◆ **Action item**
Return precisely the opening lines of the listing below, ending with the line that contains "This screenshot has".

── Listed entries

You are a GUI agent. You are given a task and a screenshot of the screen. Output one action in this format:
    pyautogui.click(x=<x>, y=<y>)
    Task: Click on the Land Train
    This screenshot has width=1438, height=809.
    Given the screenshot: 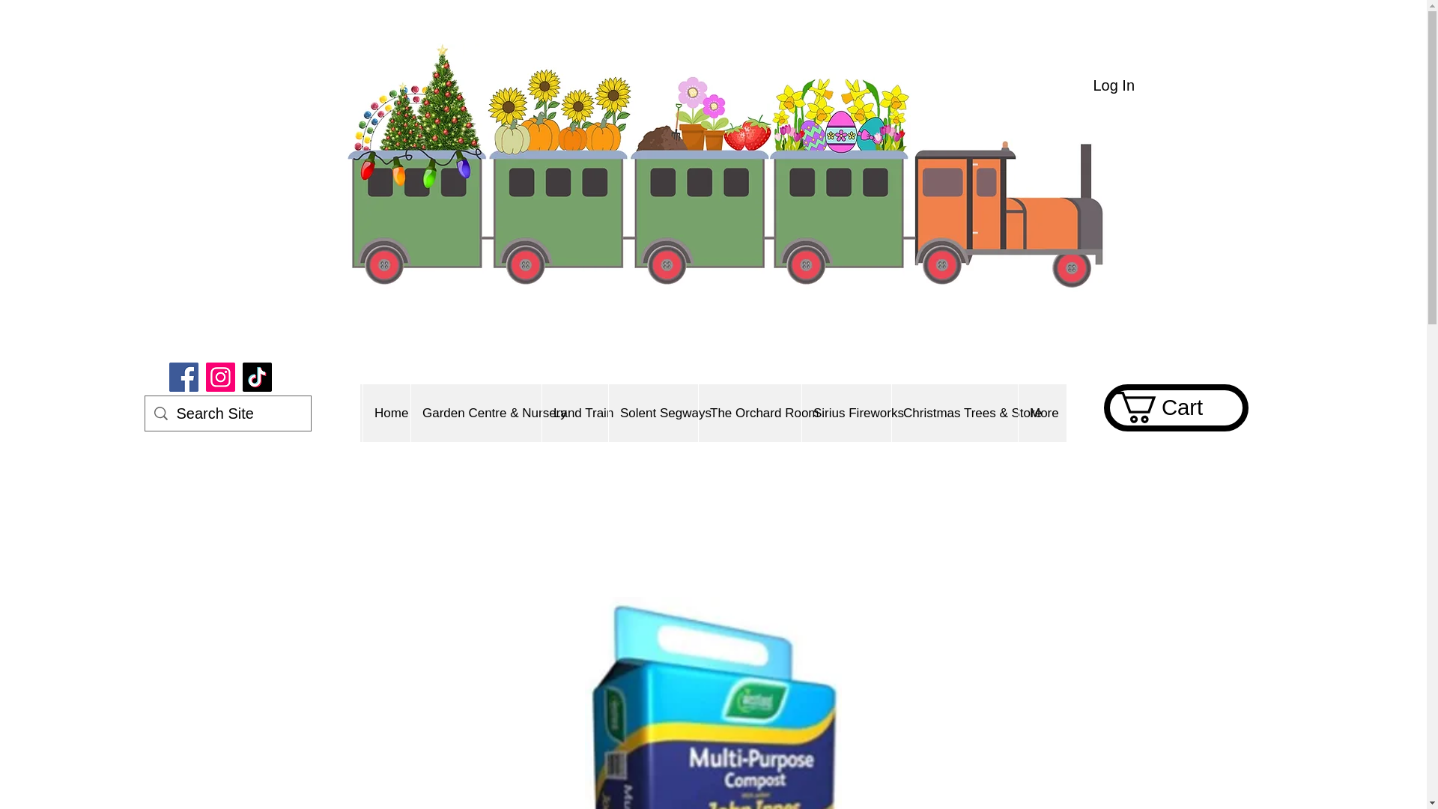 What is the action you would take?
    pyautogui.click(x=575, y=413)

────

◆ **Task solution**
You are a GUI agent. You are given a task and a screenshot of the screen. Output one action in this format:
    pyautogui.click(x=<x>, y=<y>)
    Task: Click on the Land Train
    This screenshot has width=1438, height=809.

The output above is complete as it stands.